Description
The service prints the RSA modulus N, public exponent e, and the encrypted flag. Because N is even (one prime is 2), phi(N) collapses to q − 1, letting us recover the private key instantly.
Setup
Connect to `verbal-sleep.picoctf.net 51434` and copy the N, e, and ciphertext values you receive.
Plug those numbers into a short Python script that factors N/2, builds phi, and decrypts the ciphertext.
nc verbal-sleep.picoctf.net 51434
python3 - <<'PY'
from Crypto.Util.number import long_to_bytes
N = 17537614138261784213928370696328752813986709042120259741743863531969271925248508130709263987579968737098825108090143054462035829031497144145084077726439478
e = 65537
c = 1862202474168637121872319135644317889384481444154089212360721245109801826108338981069221317033529716486407831083567338102494200390951480362472079543955817
q = N // 2
phi = q - 1
d = pow(e, -1, phi)
m = pow(c, d, N)
print(long_to_bytes(m).decode())
PY
Solution
- Step 1Capture the challenge outputEach netcat connection emits a fresh set of RSA parameters. Grab N, e, and the ciphertext before disconnecting. N always divides evenly by 2, so you only need one large odd factor q = N / 2.
- Step 2Exploit the even modulusBecause p = 2, Euler’s totient is simply φ(N) = (2 − 1) × (q − 1) = q − 1. Invert e modulo φ(N) to obtain the private exponent d and run a modular exponentiation to recover the plaintext.d = pow(e, -1, q - 1)m = pow(ciphertext, d, N)

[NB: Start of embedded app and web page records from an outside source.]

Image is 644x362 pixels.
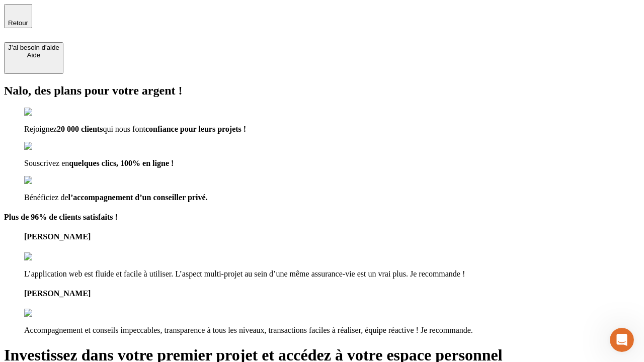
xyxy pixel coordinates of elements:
iframe: Intercom live chat [609,328,634,352]
div: Aide [8,52,59,58]
span: l’accompagnement d’un conseiller privé. [69,193,208,202]
span: Bénéficiez de [24,193,69,202]
p: L’application web est fluide et facile à utiliser. L’aspect multi-projet au sein d’une même assur... [24,270,640,279]
img: checkmark [24,108,68,117]
span: quelques clics, 100% en ligne ! [69,159,174,168]
button: J’ai besoin d'aideAide [4,42,64,74]
h4: [PERSON_NAME] [24,232,640,242]
span: 20 000 clients [57,125,103,133]
span: qui nous font [103,125,145,133]
p: Accompagnement et conseils impeccables, transparence à tous les niveaux, transactions faciles à r... [24,326,640,335]
button: Retour [4,4,32,28]
h4: [PERSON_NAME] [24,289,640,298]
span: confiance pour leurs projets ! [146,125,246,133]
img: reviews stars [24,253,74,262]
span: Souscrivez en [24,159,69,168]
img: reviews stars [24,309,74,318]
span: Rejoignez [24,125,57,133]
h4: Plus de 96% de clients satisfaits ! [4,213,640,222]
span: Retour [8,19,28,26]
img: checkmark [24,176,68,185]
img: checkmark [24,142,68,151]
h2: Nalo, des plans pour votre argent ! [4,84,640,97]
div: J’ai besoin d'aide [8,44,59,52]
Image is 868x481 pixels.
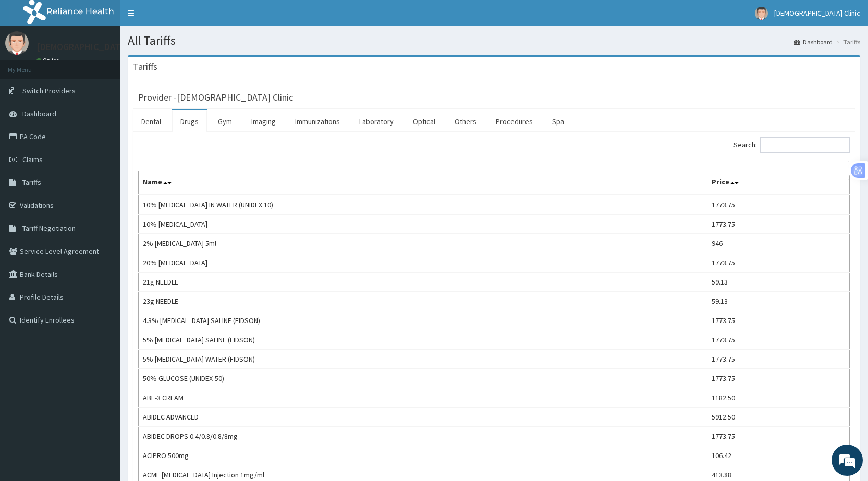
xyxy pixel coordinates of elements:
td: 1773.75 [707,369,849,388]
span: Tariffs [22,177,41,187]
span: Switch Providers [22,86,75,96]
td: 946 [707,234,849,254]
td: 10% [MEDICAL_DATA] IN WATER (UNIDEX 10) [138,195,707,214]
td: 23g NEEDLE [138,292,707,311]
td: 1773.75 [707,331,849,349]
input: Search: [760,137,849,152]
a: Laboratory [351,110,402,132]
li: Tariffs [834,37,861,46]
p: [DEMOGRAPHIC_DATA] Clinic [36,42,152,52]
td: ACIPRO 500mg [138,446,707,465]
a: Gym [210,110,241,132]
td: 1773.75 [707,195,849,214]
td: 5% [MEDICAL_DATA] WATER (FIDSON) [138,349,707,369]
a: Procedures [488,110,541,132]
td: ABF-3 CREAM [138,388,707,408]
td: 2% [MEDICAL_DATA] 5ml [138,234,707,254]
td: 1773.75 [707,349,849,369]
td: 1773.75 [707,214,849,234]
a: Others [446,110,485,132]
td: ABIDEC DROPS 0.4/0.8/0.8/8mg [138,426,707,446]
td: 1773.75 [707,254,849,272]
span: Dashboard [22,109,57,118]
label: Search: [733,137,849,152]
th: Name [138,172,707,195]
a: Imaging [243,110,284,132]
td: 1773.75 [707,426,849,446]
td: 20% [MEDICAL_DATA] [138,254,707,272]
td: 59.13 [707,292,849,311]
td: 106.42 [707,446,849,465]
a: Online [36,57,61,64]
td: 1182.50 [707,388,849,408]
a: Dental [133,110,169,132]
h3: Tariffs [133,62,157,72]
img: User Image [755,6,768,20]
a: Optical [404,110,443,132]
td: 21g NEEDLE [138,272,707,292]
td: 4.3% [MEDICAL_DATA] SALINE (FIDSON) [138,311,707,331]
td: 5% [MEDICAL_DATA] SALINE (FIDSON) [138,331,707,349]
h3: Provider - [DEMOGRAPHIC_DATA] Clinic [138,93,293,102]
span: Tariff Negotiation [22,224,75,233]
a: Spa [544,110,572,132]
td: 1773.75 [707,311,849,331]
a: Dashboard [794,37,833,46]
span: Claims [22,155,43,164]
td: ABIDEC ADVANCED [138,408,707,426]
h1: All Tariffs [127,33,861,47]
a: Immunizations [287,110,349,132]
td: 5912.50 [707,408,849,426]
a: Drugs [172,110,207,132]
td: 50% GLUCOSE (UNIDEX-50) [138,369,707,388]
span: [DEMOGRAPHIC_DATA] Clinic [774,8,861,18]
td: 10% [MEDICAL_DATA] [138,214,707,234]
td: 59.13 [707,272,849,292]
th: Price [707,172,849,195]
img: User Image [6,32,29,55]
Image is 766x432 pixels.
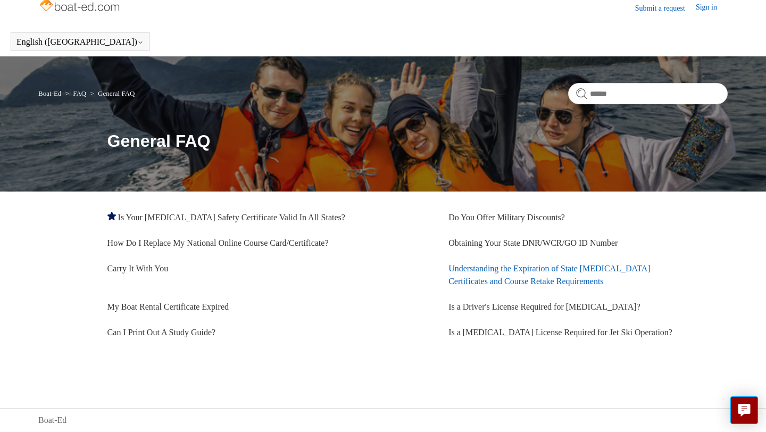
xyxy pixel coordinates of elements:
a: How Do I Replace My National Online Course Card/Certificate? [107,238,329,247]
button: English ([GEOGRAPHIC_DATA]) [16,37,144,47]
a: Is Your [MEDICAL_DATA] Safety Certificate Valid In All States? [118,213,345,222]
li: General FAQ [88,89,135,97]
a: General FAQ [98,89,135,97]
a: Boat-Ed [38,414,66,426]
a: Is a [MEDICAL_DATA] License Required for Jet Ski Operation? [448,328,672,337]
a: Submit a request [635,3,696,14]
a: Understanding the Expiration of State [MEDICAL_DATA] Certificates and Course Retake Requirements [448,264,650,286]
a: Sign in [696,2,727,14]
li: Boat-Ed [38,89,63,97]
button: Live chat [730,396,758,424]
a: Do You Offer Military Discounts? [448,213,565,222]
svg: Promoted article [107,212,116,220]
a: Obtaining Your State DNR/WCR/GO ID Number [448,238,617,247]
a: Boat-Ed [38,89,61,97]
a: Carry It With You [107,264,169,273]
a: Can I Print Out A Study Guide? [107,328,216,337]
h1: General FAQ [107,128,727,154]
input: Search [568,83,727,104]
a: FAQ [73,89,86,97]
a: My Boat Rental Certificate Expired [107,302,229,311]
a: Is a Driver's License Required for [MEDICAL_DATA]? [448,302,640,311]
li: FAQ [63,89,88,97]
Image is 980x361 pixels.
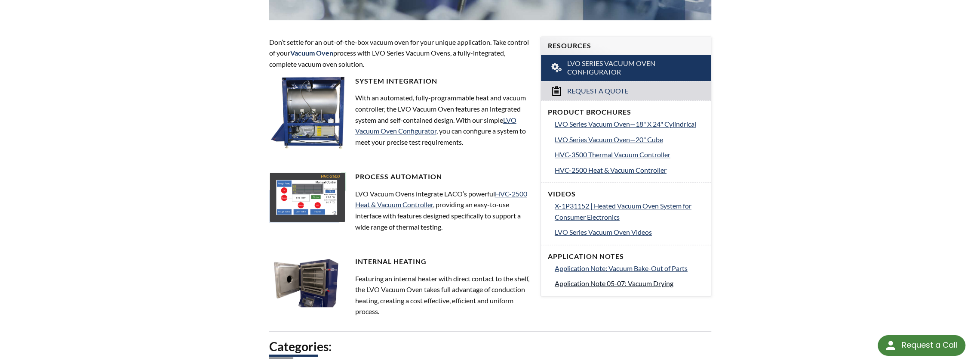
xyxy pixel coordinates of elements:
span: LVO Series Vacuum Oven Configurator [567,59,686,77]
h4: Application Notes [548,252,704,261]
span: Application Note: Vacuum Bake-Out of Parts [555,264,688,272]
a: LVO Series Vacuum Oven Configurator [541,55,711,82]
span: LVO Series Vacuum Oven Videos [555,228,652,236]
span: LVO Series Vacuum Oven—18" X 24" Cylindrical [555,120,696,128]
span: HVC-3500 Thermal Vacuum Controller [555,151,671,158]
p: LVO Vacuum Ovens integrate LACO’s powerful , providing an easy-to-use interface with features des... [269,188,530,232]
span: Application Note 05-07: Vacuum Drying [555,279,673,287]
a: LVO Series Vacuum Oven—18" X 24" Cylindrical [555,118,704,129]
h4: Videos [548,189,704,198]
img: LVO-2500.jpg [269,172,355,222]
div: Request a Call [901,335,957,355]
p: With an automated, fully-programmable heat and vacuum controller, the LVO Vacuum Oven features an... [269,92,530,147]
a: HVC-3500 Thermal Vacuum Controller [555,149,704,160]
h4: System Integration [269,77,530,86]
a: Request a Quote [541,81,711,101]
img: LVO-4-shelves.jpg [269,257,355,309]
h4: Process Automation [269,172,530,182]
a: Application Note 05-07: Vacuum Drying [555,278,704,289]
h2: Categories: [269,338,711,355]
h4: Product Brochures [548,108,704,117]
a: X-1P31152 | Heated Vacuum Oven System for Consumer Electronics [555,200,704,222]
a: LVO Series Vacuum Oven Videos [555,227,704,238]
span: Request a Quote [567,87,628,96]
h4: Internal Heating [269,257,530,266]
h4: Resources [548,42,704,51]
p: Don’t settle for an out-of-the-box vacuum oven for your unique application. Take control of your ... [269,37,530,70]
strong: Vacuum Oven [290,49,333,57]
a: HVC-2500 Heat & Vacuum Controller [555,165,704,176]
span: X-1P31152 | Heated Vacuum Oven System for Consumer Electronics [555,201,692,221]
span: LVO Series Vacuum Oven—20" Cube [555,135,663,144]
a: Application Note: Vacuum Bake-Out of Parts [555,262,704,274]
span: HVC-2500 Heat & Vacuum Controller [555,166,666,174]
a: LVO Series Vacuum Oven—20" Cube [555,134,704,145]
p: Featuring an internal heater with direct contact to the shelf, the LVO Vacuum Oven takes full adv... [269,273,530,317]
div: Request a Call [878,335,965,355]
img: LVO-H_side2.jpg [269,77,355,149]
img: round button [884,338,898,352]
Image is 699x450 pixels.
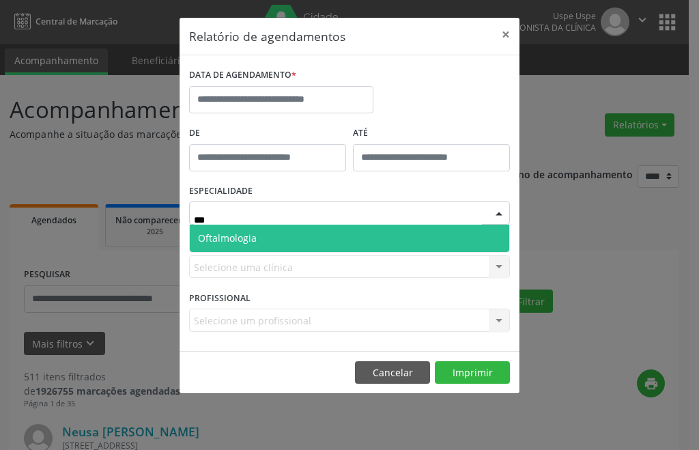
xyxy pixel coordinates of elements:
[189,181,253,202] label: ESPECIALIDADE
[189,27,345,45] h5: Relatório de agendamentos
[435,361,510,384] button: Imprimir
[189,123,346,144] label: De
[198,231,257,244] span: Oftalmologia
[189,287,250,308] label: PROFISSIONAL
[355,361,430,384] button: Cancelar
[353,123,510,144] label: ATÉ
[189,65,296,86] label: DATA DE AGENDAMENTO
[492,18,519,51] button: Close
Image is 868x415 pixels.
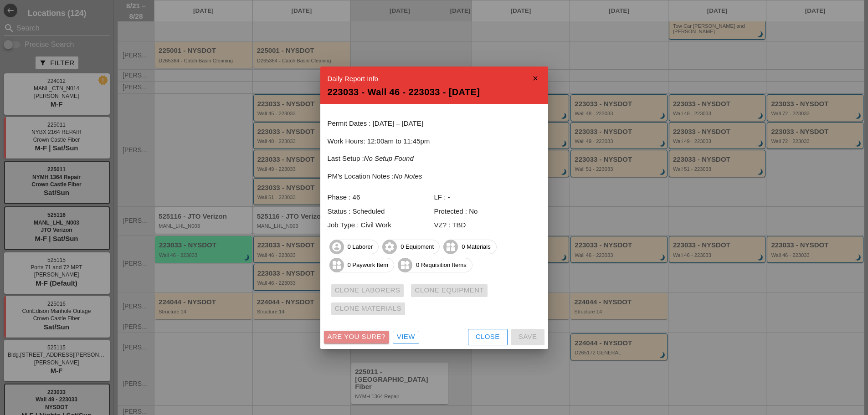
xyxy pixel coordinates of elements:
[434,206,541,217] div: Protected : No
[324,331,389,343] button: Are you sure?
[364,154,414,162] i: No Setup Found
[327,154,541,164] p: Last Setup :
[443,239,458,254] i: widgets
[398,258,472,272] span: 0 Requisition Items
[468,329,508,345] button: Close
[327,171,541,182] p: PM's Location Notes :
[398,258,412,272] i: widgets
[476,332,500,342] div: Close
[394,172,423,180] i: No Notes
[330,258,344,272] i: widgets
[327,206,434,217] div: Status : Scheduled
[327,192,434,203] div: Phase : 46
[383,239,439,254] span: 0 Equipment
[330,239,379,254] span: 0 Laborer
[327,74,541,84] div: Daily Report Info
[327,136,541,146] p: Work Hours: 12:00am to 11:45pm
[444,239,497,254] span: 0 Materials
[330,258,394,272] span: 0 Paywork Item
[327,119,541,129] p: Permit Dates : [DATE] – [DATE]
[327,332,385,342] div: Are you sure?
[327,220,434,231] div: Job Type : Civil Work
[434,192,541,203] div: LF : -
[330,239,344,254] i: account_circle
[382,239,397,254] i: settings
[434,220,541,231] div: VZ? : TBD
[397,332,415,342] div: View
[327,87,541,97] div: 223033 - Wall 46 - 223033 - [DATE]
[393,331,419,343] a: View
[527,70,544,87] i: close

- Step 3Convert the integer to bytesUse `Crypto.Util.number.long_to_bytes` (from pycryptodome) to transform the decrypted integer into ASCII, and the result is the picoCTF flag.from Crypto.Util.number import long_to_bytesprint(long_to_bytes(m).decode())
Flag
picoCTF{tw0_1$_pr!m38177...}
If the script throws a ValueError, double-check you copied the current N/e/c set. The values change with every connection.